Advertisement

Ciudad Juarez Conviction Overturned

Share
From Associated Press

Bus driver Victor Garcia, whose conviction in the slayings of eight women had been widely questioned, was freed from prison Thursday after Judge Rodolfo Acosta overturned the guilty verdict and 50-year sentence.

Acosta did not rule on Garcia’s allegation that he had been tortured into making a stilted, videotaped confession but said the testimony of a key witness was unreliable.

Authorities say 360 women have been killed over the last 12 years in the border city of 1.3 million and about 100 of those cases apparently involve young women who were sexually assaulted, strangled and dumped in the desert.

Advertisement

Garcia’s conviction in October was the second in the cases.
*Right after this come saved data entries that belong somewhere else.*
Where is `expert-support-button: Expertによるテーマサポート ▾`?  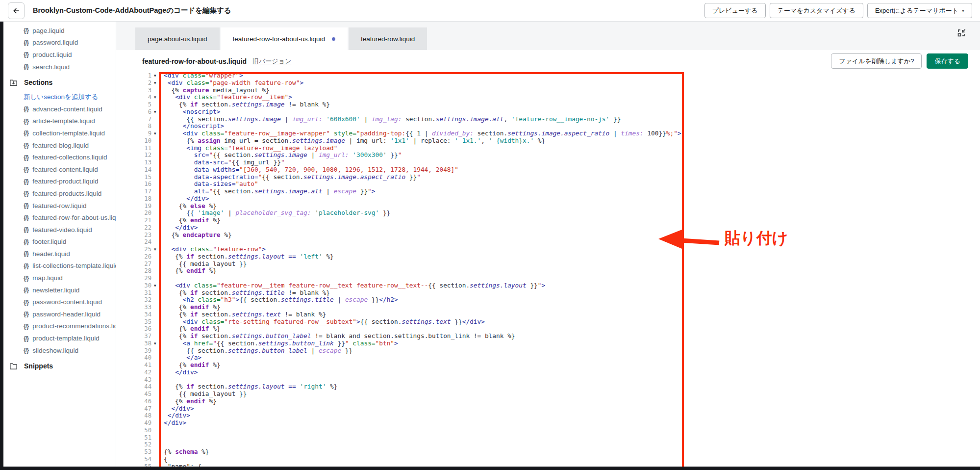 expert-support-button: Expertによるテーマサポート ▾ is located at coordinates (920, 11).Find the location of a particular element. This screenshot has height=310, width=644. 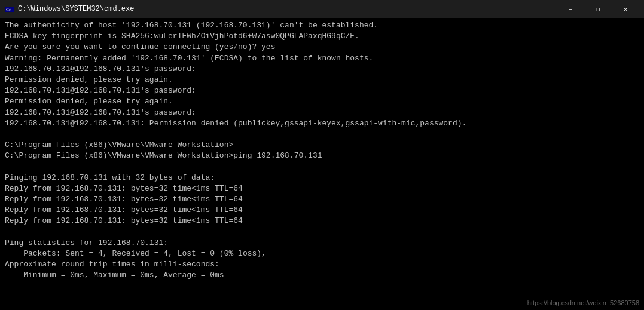

cmd-icon: C:\ is located at coordinates (10, 9).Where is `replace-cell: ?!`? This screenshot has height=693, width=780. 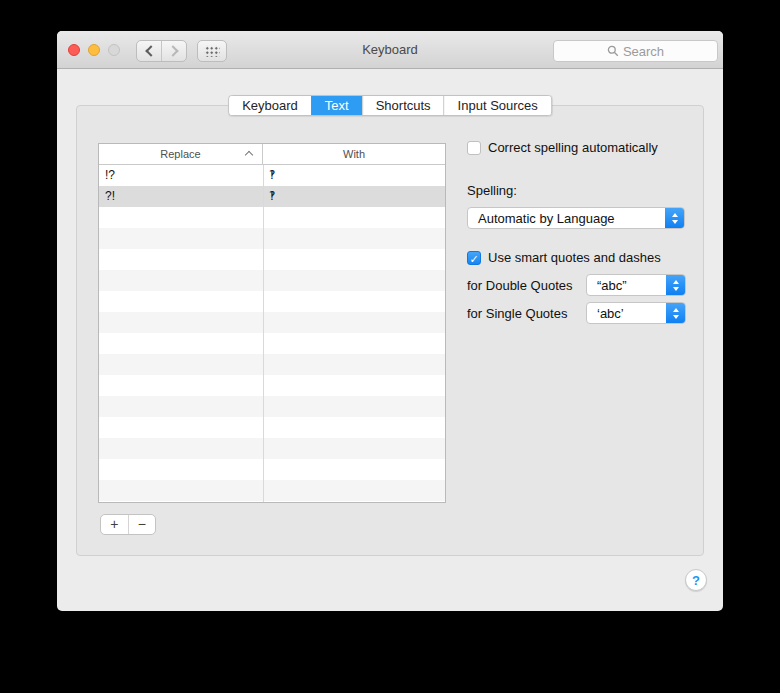 replace-cell: ?! is located at coordinates (181, 196).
Many women’s rights activists, victims’ relatives and federal officials repeatedly expressed doubts about it.

His co-defendant, bus driver Gustavo Gonzalez Meza, died in 2003 in police custody, and Gonzalez Meza’s lawyer was shot to death in 2002 in what police called a case of mistaken identity.

Federal prosecutors who were brought in to investigate the cases said they found that state authorities, who usually prosecute homicides, mishandled on a massive scale investigations of the crimes.
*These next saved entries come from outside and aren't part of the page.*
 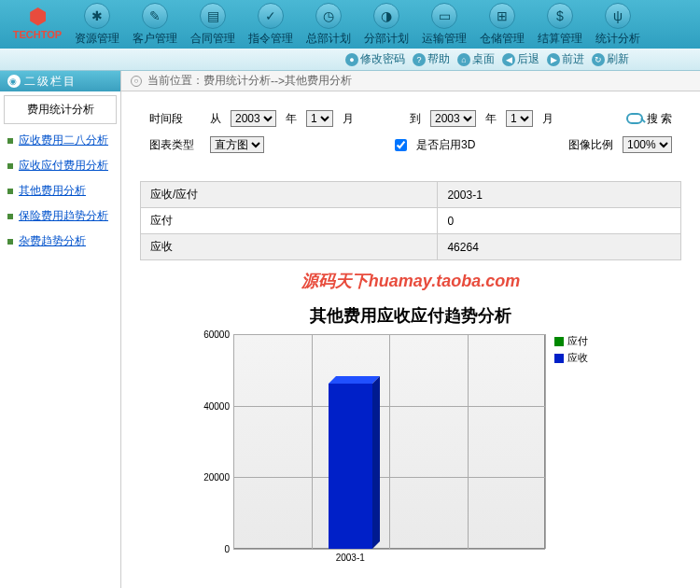 What do you see at coordinates (502, 16) in the screenshot?
I see `topnav-icon: ⊞` at bounding box center [502, 16]. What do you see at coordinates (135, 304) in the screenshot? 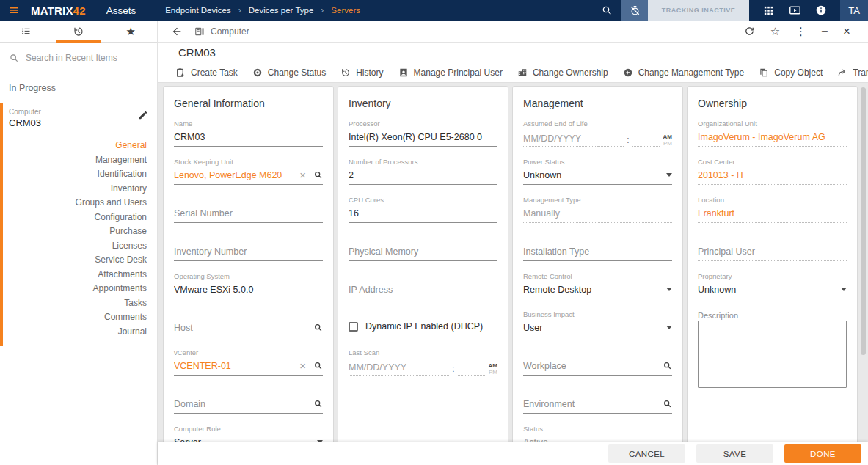
I see `nav-tasks: Tasks` at bounding box center [135, 304].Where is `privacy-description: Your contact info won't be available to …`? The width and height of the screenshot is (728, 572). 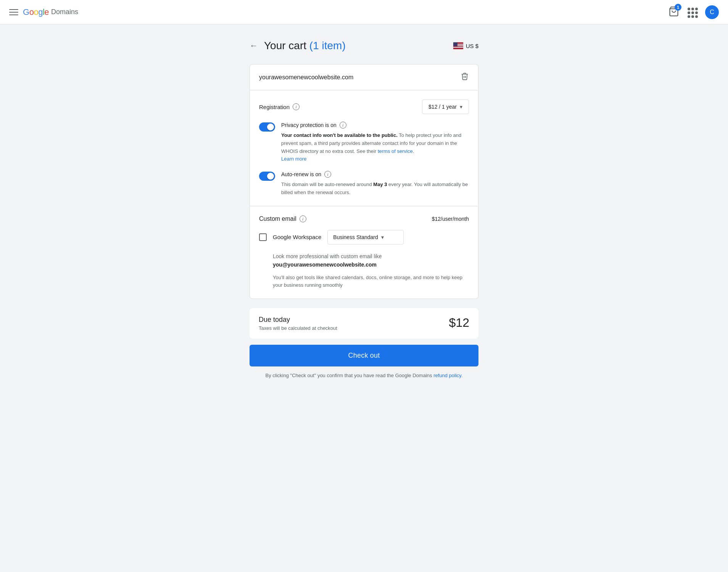
privacy-description: Your contact info won't be available to … is located at coordinates (375, 147).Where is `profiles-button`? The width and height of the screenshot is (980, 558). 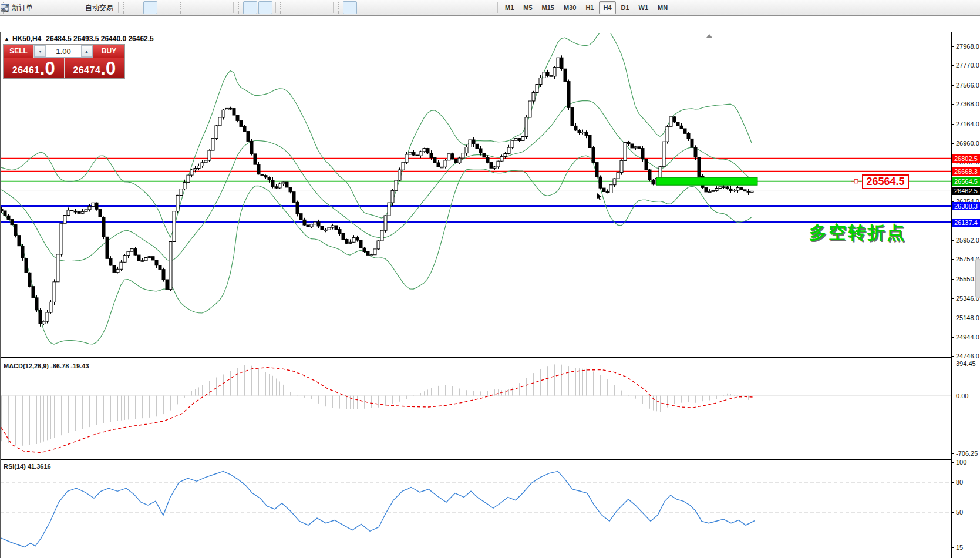
profiles-button is located at coordinates (58, 8).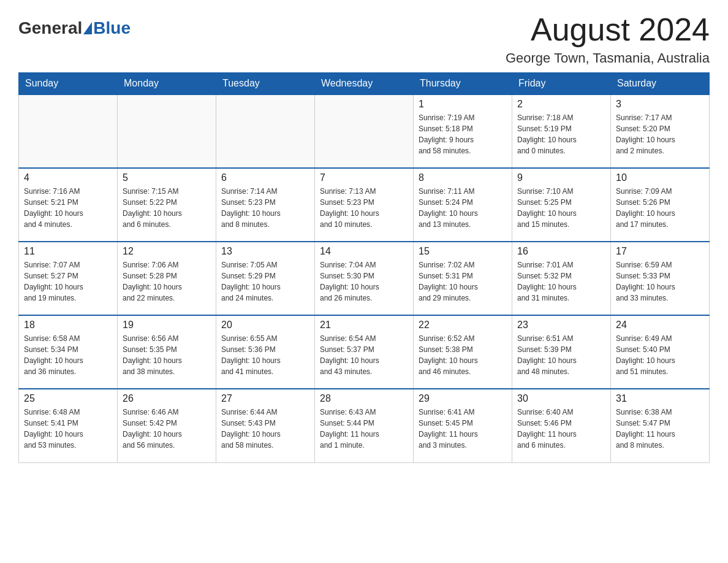  Describe the element at coordinates (167, 355) in the screenshot. I see `day-info: Sunrise: 6:56 AM Sunset: 5:35 PM Dayligh…` at that location.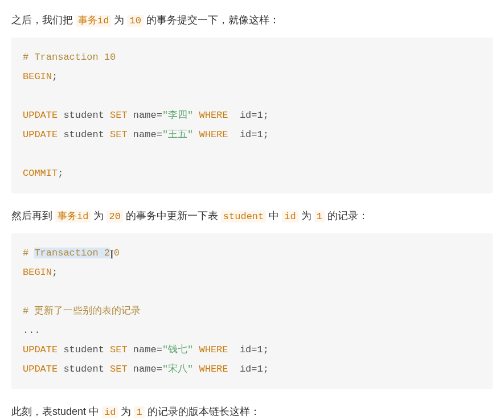 The height and width of the screenshot is (420, 504). What do you see at coordinates (40, 115) in the screenshot?
I see `c1-update-1: UPDATE` at bounding box center [40, 115].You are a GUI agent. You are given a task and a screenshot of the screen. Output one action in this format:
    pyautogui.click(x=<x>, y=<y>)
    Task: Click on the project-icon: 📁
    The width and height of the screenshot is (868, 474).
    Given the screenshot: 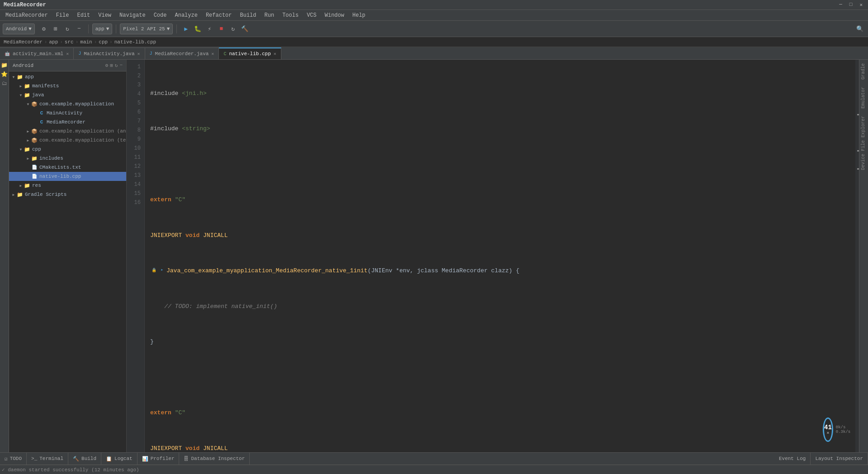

President Vicente Fox’s special commissioner for the prevention of violence against women in Juarez suggested days after Garcia was convicted that he should be freed, citing suspicions of torture.

Suspicion had focused on bus drivers in the city because many of the victims were last seen boarding or waiting for buses.
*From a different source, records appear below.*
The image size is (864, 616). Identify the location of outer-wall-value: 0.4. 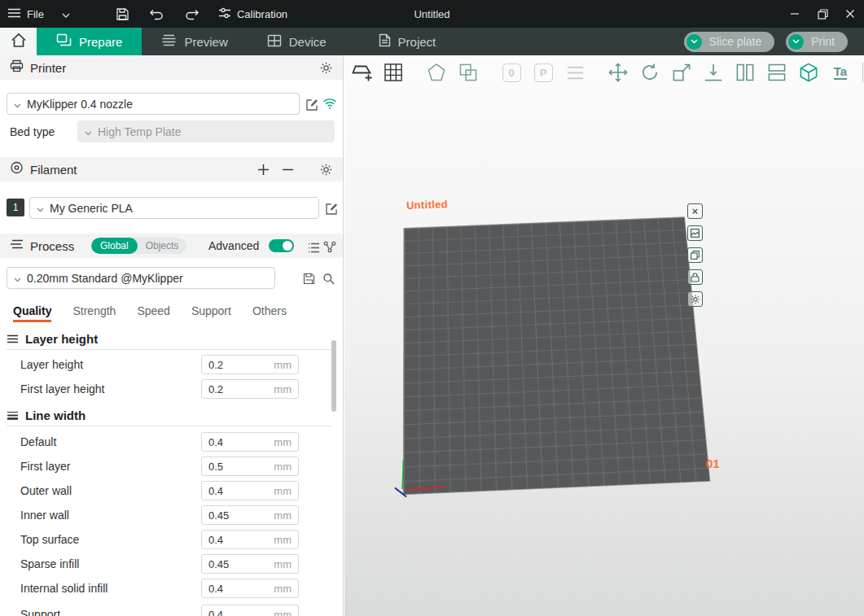
(216, 491).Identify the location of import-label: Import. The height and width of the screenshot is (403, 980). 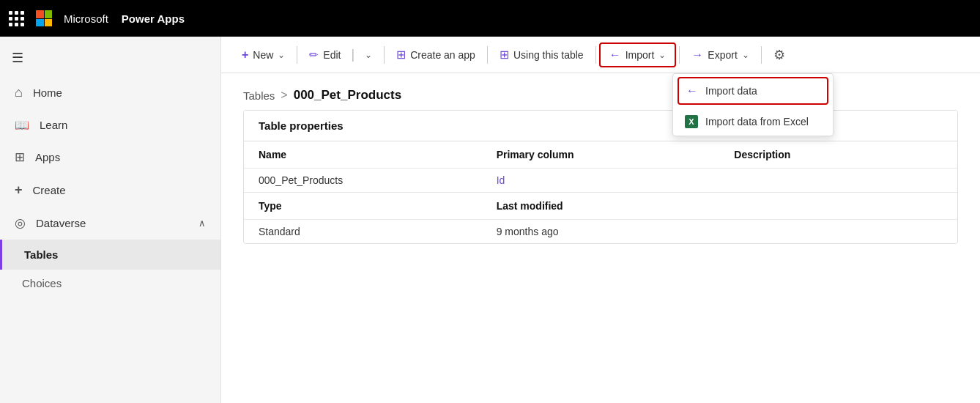
(640, 55).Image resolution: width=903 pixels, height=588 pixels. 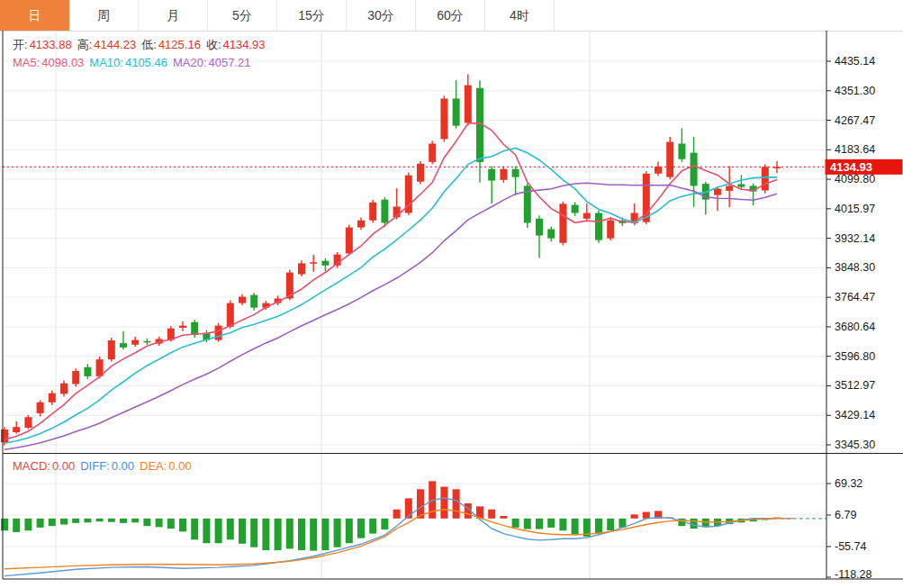 What do you see at coordinates (850, 547) in the screenshot?
I see `macd-axis-label: -55.74` at bounding box center [850, 547].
Before the verdict against Garcia, the only other man convicted was Egyptian chemist Abdel Latif Sharif. Prosecutors claimed that Sharif paid others to continue the killings while he was in jail.

Advertisement

In January, 10 other men were convicted in 12 of the slayings and received sentences ranging from 24 to 113 years in prison. Some of the men, members of two criminal gangs, claimed that they were tortured.